A 1960s-style Glendowie house which took eight years to build scooped one of four supreme national architecture awards at the weekend.
In 1998, Stewart Cathcart of S & M Cathcart Builders and his wife, Margaret, began working weekends and spare evenings to put up the black Clouston St house clad in rusticated cedar weatherboards with copper and brass fittings.
While Cathcart worked on 10 other houses and renovation jobs, he grabbed any extra time he had to build his own place overlooking the Tamaki Estuary.
People stared and neighbours called in to ask about the unusual structure with its high steel beams, which Cathcart joked looked like a service station. The couple poured concrete pads, put up the beams, painted, laid floor joists and, for a year managed without a kitchen.
All the hard work and inconvenience has now paid off.
"It's a work of art because of the architect's talent - there's absolutely no deviations off the drawings," Cathcart said.
In the late 1990s, five children were living at the Cathcart home so architect Jack Manning, of Manning & Associates, designed a two-level, five-bedroom house. "By the time we finished, the kids had all left home," Cathcart said.
Manning said the house challenged present design trends that favoured minimalist, flat-roofed homes, fitted with aluminium joinery and with all walls opening up.
"This house is closed in and gives you a feeling of belonging," Manning said.
He described Cathcart as an absolute craftsman and praised the builder for following his design.
The ceilings are clad in rough, bandsawn ply panels. Highly polished floors have been made from Northland swamp kauri, which Cathcart said was carbon-dated as being around 46,000 years old.
These wood surfaces are offset by stark white plasterboard walls. Joinery is coated in high-gloss lacquer primary colours including Spanish red and lightning yellow.
Cathcart used an on-site workshop to build all the joinery and to spraypaint cabinets. He worked from 268 pages of architectural details but has no idea how much the house cost to build.
"I'd hate to think," he said.
Architects were in wonder of the house, some saying they would never even get close to its perfection and Manning's skill.
The New Zealand Institute of Architects, which runs the awards, said the house had great warmth and a sense of familiarity but it also delighted in challenging the conventional - with the architecture being experimental and idiosyncratic.
The alliance between the architect and builder had to be praised, although it was more common for the architect than the builder to be the client.
Patrick Clifford, national convener of the institute's judges, said supreme awards were given for vision, style and technical excellence. Each project was marked as being of the highest calibre.

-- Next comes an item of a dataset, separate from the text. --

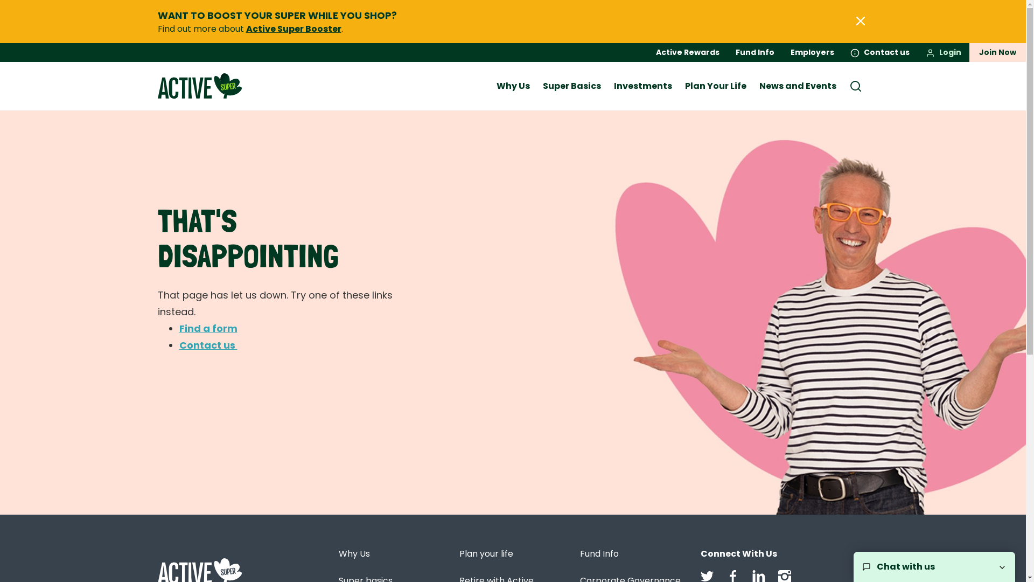  I want to click on Investments, so click(643, 86).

Auckland architect Gordon Moller, of Craig Craig Moller, was awarded a medal for his consistent and outstanding contribution to the sector.
SUPREME AWARDS
* Cathcart house, Glendowie, by Jack Manning.

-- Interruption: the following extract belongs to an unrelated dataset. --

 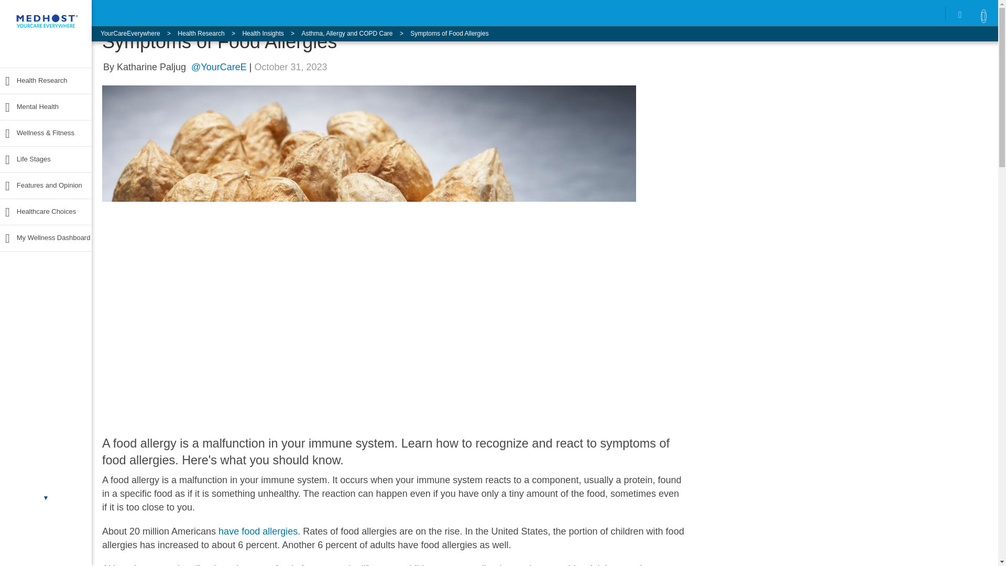 I want to click on YourCareEverywhere, so click(x=139, y=34).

* AUT Business School, Auckland, by Jasmax.
* Beach retreat near Paihia by Pete Bossley Architects.
* Oriental Bay project, Wellington, by Architecture Workshop, Isthmus Group and Tonkin and Taylor.
ENDURING AWARDS
* Parnell Baths, Auckland, by Tibor Donner.
* Hannah Playhouse, Wellington, by James Beard & Co.
Gold medal award:
* Auckland architect Gordon Moller who designed the Sky Tower.